The Federal Ministry of Solid Minerals Development is intensifying efforts to sanitise Nigeria’s mining sector through a broader institutional collaboration with the Mining Marshals, expanding the security outfit’s role beyond its conventional enforcement mandate against illegal miners.
It was gathered that the ministry is increasingly integrating the Mining Marshals into strategic operations involving investigations, intelligence gathering, compliance monitoring and fact-finding missions aimed at strengthening regulatory oversight and accountability across the solid minerals sector.
In a bid to expand operational framework of the security outfit to enable it tackle the menace of illegal mining effectively, the ministry recently embarked on an operational tour of mining sites in parts of Northern Nigeria alongside the Mining Marshals.
The ministry under the leadership of the minister, Dr Dele Alake, initiated the operational engagements, with the Mining Marshals participating as part of the ministry’s coordinated drive to strengthen monitoring, regulatory compliance and operational oversight within the sector.
The team, which was led on different occasions by the Permanent Secretary in the ministry, Engr Faruk Yusuf Yabo, who represented the minister, visited several mining sites across Nasarawa and Plateau States.
During one of the operational and fact-finding missions, officials of the ministry, alongside the Commander of the Mining Marshals, ACC Attah John Onoja, visited a mining site allegedly being illegally exploited.
The initiative, industry stakeholders say, reflects the federal government’s evolving strategy towards repositioning the mining industry as a transparent, secure and investment-friendly sector capable of driving economic diversification.
The visit, according to officials, formed part of ongoing efforts by the ministry to verify allegations of unlawful mining activities, assess compliance with extant mining regulations and obtain field-based information necessary for administrative, regulatory and possible enforcement actions.

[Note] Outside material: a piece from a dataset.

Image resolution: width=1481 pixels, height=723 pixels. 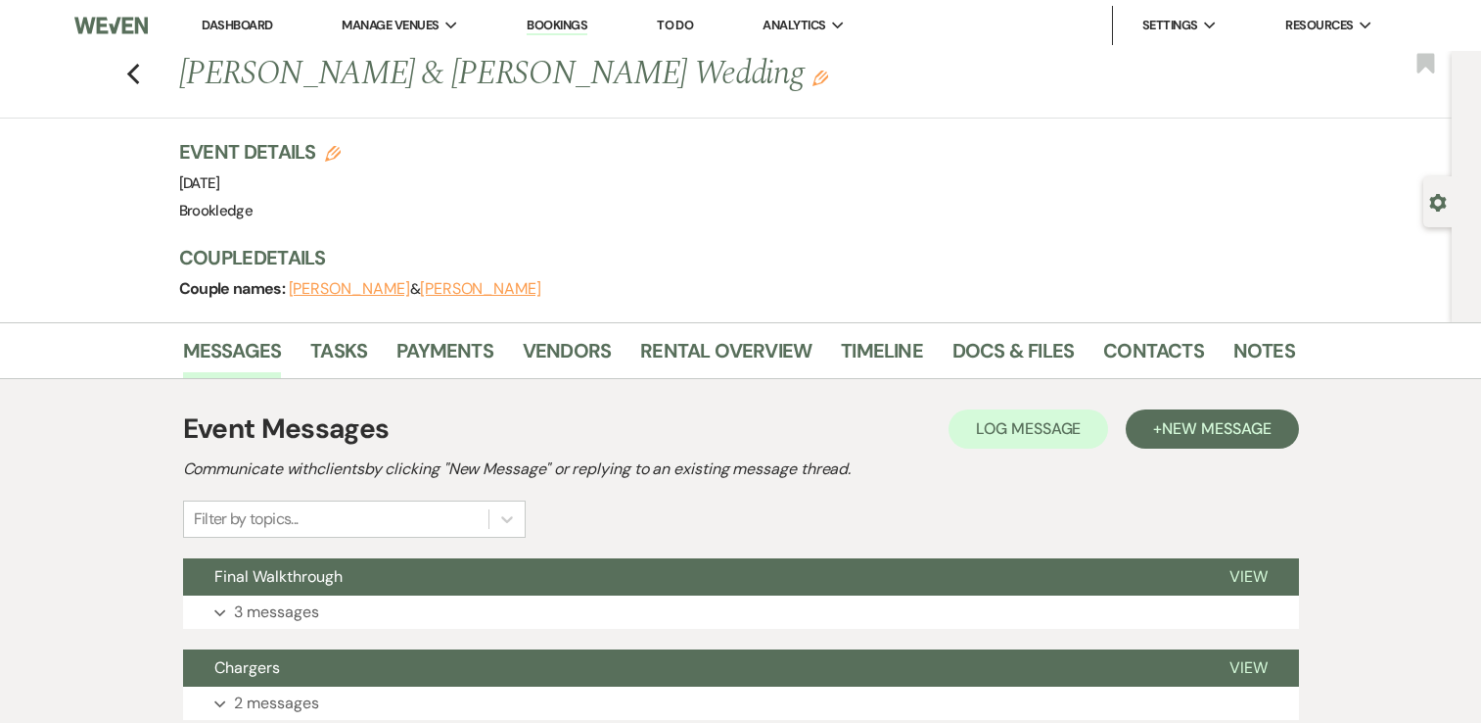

The delegation also included key directors and senior officials of the ministry such as Engr Frank Odoom, Director of Special Duties; Engr Imam A. Ganiyu, Director of Mines Inspectorate; Andrew Zubiri, Director of Legal Services; and Ibrahim Abdulmajeed J., representative of the Director General of the Mining Cadastre Office (MCO).
Findings indicated that the operational tour further reinforced the federal government’s commitment towards building a sanitised mining sector where host communities, investors, mine workers, institutions and other stakeholders can operate under a more secure and regulated environment.
Officials further noted that the engagements created an important feedback mechanism between government authorities and mining communities, enabling concerns relating to illegal mining, environmental practices, security challenges and regulatory compliance to be directly communicated to the ministry.
Observers believe the ministry’s decision to incorporate the Mining Marshals into broader institutional and investigative operations underscores a more coordinated national response towards tackling illegal mining and strengthening governance within the solid minerals industry.
Under the leadership of Dele Alake, the ministry has sustained reforms targeted at curbing illegal mining, improving sectoral monitoring and restoring investor confidence in Nigeria’s mineral resources value chain.
The Mining Marshals, a specialised security architecture established to combat illegal mining and protect licensed operators, have continued to support the ministry’s reform agenda through operational collaboration, intelligence support and inter-agency coordination across mining communities nationwide.